09 April 2010

Gingrich: And yet...

Leave it to his fellow Republican conservatives to make even such a person as Newt Gingrich look like a halfway-reasonable politician. During his time at the Southern conservative conclave, the former Speaker made the entirely sensible suggestion that it might not be a good idea for the Republicans to be identified as the "Party of No." Echoing other Republican sympathizers, he urged his party and the larger movement to offer positive alternatives to the Democratic programs they would repeal. Understanding that the public will most likely not accept the status quo as the only alternative to the Obama agenda, Gingrich told his audience that the Republicans need to become a "Party of Yes."

Did Governor Jindal of Louisiana and ex-Governor Palin of Alaska not comprehend what Gingrich was saying? Each one basically told him to drop dead today. They like the sound of "Party of No," and Jindal, for one, likes it better as the "Party of Hell, No!" Both affirmed that it was perfectly fine to be the PN when faced with unconstitutional or merely unsound proposals from the majority. You would think from the way they reacted that Gingrich had told them to say Yes to the Democrats, when he had said nothing of the sort. Gingrich was making the strategic point that it might hurt his party to be seen opposing everything while offering no constructive suggestions of their own. He's conscious enough of the world outside the movement bubble to recognize that the PN label might be a pejorative for many people. He gave no Republican cause to believe that a PY would stand for acquiescence in "secular socialism" or anything like it. Yet Palin and Jindal responded with exactly the sort of obtuse bullheadedness that Gingrich warned against. I stand by all I said against him in the article below, but news like this makes the man look like a mental titan compared to his competition. They're staking their party's future on the U.S. being a Nation of No, and they may be right about that -- at least when the subject is their own presidential ambitions.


Restate, in full and unchanged, the entries that follow, but not their pictures.

**Available data:**
++++++++

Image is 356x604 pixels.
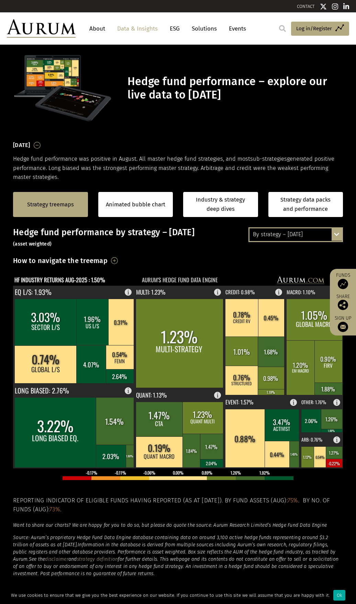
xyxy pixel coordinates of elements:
[287,497,298,504] span: 75%
[333,590,345,600] div: Ok
[319,3,326,10] img: Twitter icon
[68,556,77,562] em: and
[13,154,342,182] p: Hedge fund performance was positive in August. All master hedge fund strategies, and most generat...
[45,556,68,562] a: disclaimer
[337,300,348,310] img: Share this post
[291,22,349,36] a: Log in/Register
[279,25,286,32] img: search.svg
[86,22,108,35] a: About
[106,200,165,209] a: Animated bubble chart
[13,522,326,528] em: Want to share our charts? We are happy for you to do so, but please do quote the source: Aurum Re...
[333,315,352,332] a: Sign up
[127,75,341,102] h1: Hedge fund performance – explore our live data to [DATE]
[250,155,287,162] span: sub-strategies
[188,22,220,35] a: Solutions
[13,227,342,248] h3: Hedge fund performance by strategy – [DATE]
[331,3,338,10] img: Instagram icon
[337,322,348,332] img: Sign up to our newsletter
[7,19,75,38] img: Aurum
[225,22,246,35] a: Events
[183,192,258,217] a: Industry & strategy deep dives
[27,200,74,209] a: Strategy treemaps
[13,140,30,150] h3: [DATE]
[333,272,352,289] a: Funds
[343,3,349,10] img: Linkedin icon
[13,556,338,576] em: for further details. This webpage and its contents do not constitute an offer to sell or a solici...
[249,228,341,241] div: By strategy – [DATE]
[49,505,60,513] span: 73%
[166,22,183,35] a: ESG
[296,24,331,33] span: Log in/Register
[114,22,161,35] a: Data & Insights
[333,294,352,310] div: Share
[13,496,342,514] h5: Reporting indicator of eligible funds having reported (as at [DATE]). By fund assets (Aug): . By ...
[337,279,348,289] img: Access Funds
[13,542,335,562] em: Information in the database is derived from multiple sources including Aurum’s own research, regu...
[13,534,328,547] em: Source: Aurum’s proprietary Hedge Fund Data Engine database containing data on around 3,100 activ...
[13,241,51,247] small: (asset weighted)
[77,556,118,562] a: strategy definition
[296,4,314,9] a: CONTACT
[268,192,343,217] a: Strategy data packs and performance
[13,255,107,266] h3: How to navigate the treemap
[29,556,45,562] em: See the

++++++++

**Result of the exercise:**
Image is 356x604 pixels.
xyxy pixel coordinates of elements:
[287,497,298,504] span: 75%
[333,590,345,600] div: Ok
[319,3,326,10] img: Twitter icon
[68,556,77,562] em: and
[13,154,342,182] p: Hedge fund performance was positive in August. All master hedge fund strategies, and most generat...
[45,556,68,562] a: disclaimer
[337,300,348,310] img: Share this post
[291,22,349,36] a: Log in/Register
[279,25,286,32] img: search.svg
[86,22,108,35] a: About
[106,200,165,209] a: Animated bubble chart
[13,522,326,528] em: Want to share our charts? We are happy for you to do so, but please do quote the source: Aurum Re...
[333,315,352,332] a: Sign up
[127,75,341,102] h1: Hedge fund performance – explore our live data to [DATE]
[250,155,287,162] span: sub-strategies
[188,22,220,35] a: Solutions
[13,227,342,248] h3: Hedge fund performance by strategy – [DATE]
[331,3,338,10] img: Instagram icon
[337,322,348,332] img: Sign up to our newsletter
[7,19,75,38] img: Aurum
[225,22,246,35] a: Events
[183,192,258,217] a: Industry & strategy deep dives
[27,200,74,209] a: Strategy treemaps
[13,140,30,150] h3: [DATE]
[333,272,352,289] a: Funds
[343,3,349,10] img: Linkedin icon
[13,556,338,576] em: for further details. This webpage and its contents do not constitute an offer to sell or a solici...
[249,228,341,241] div: By strategy – [DATE]
[49,505,60,513] span: 73%
[166,22,183,35] a: ESG
[296,24,331,33] span: Log in/Register
[114,22,161,35] a: Data & Insights
[333,294,352,310] div: Share
[13,496,342,514] h5: Reporting indicator of eligible funds having reported (as at [DATE]). By fund assets (Aug): . By ...
[337,279,348,289] img: Access Funds
[13,542,335,562] em: Information in the database is derived from multiple sources including Aurum’s own research, regu...
[13,534,328,547] em: Source: Aurum’s proprietary Hedge Fund Data Engine database containing data on around 3,100 activ...
[13,241,51,247] small: (asset weighted)
[77,556,118,562] a: strategy definition
[296,4,314,9] a: CONTACT
[268,192,343,217] a: Strategy data packs and performance
[13,255,107,266] h3: How to navigate the treemap
[29,556,45,562] em: See the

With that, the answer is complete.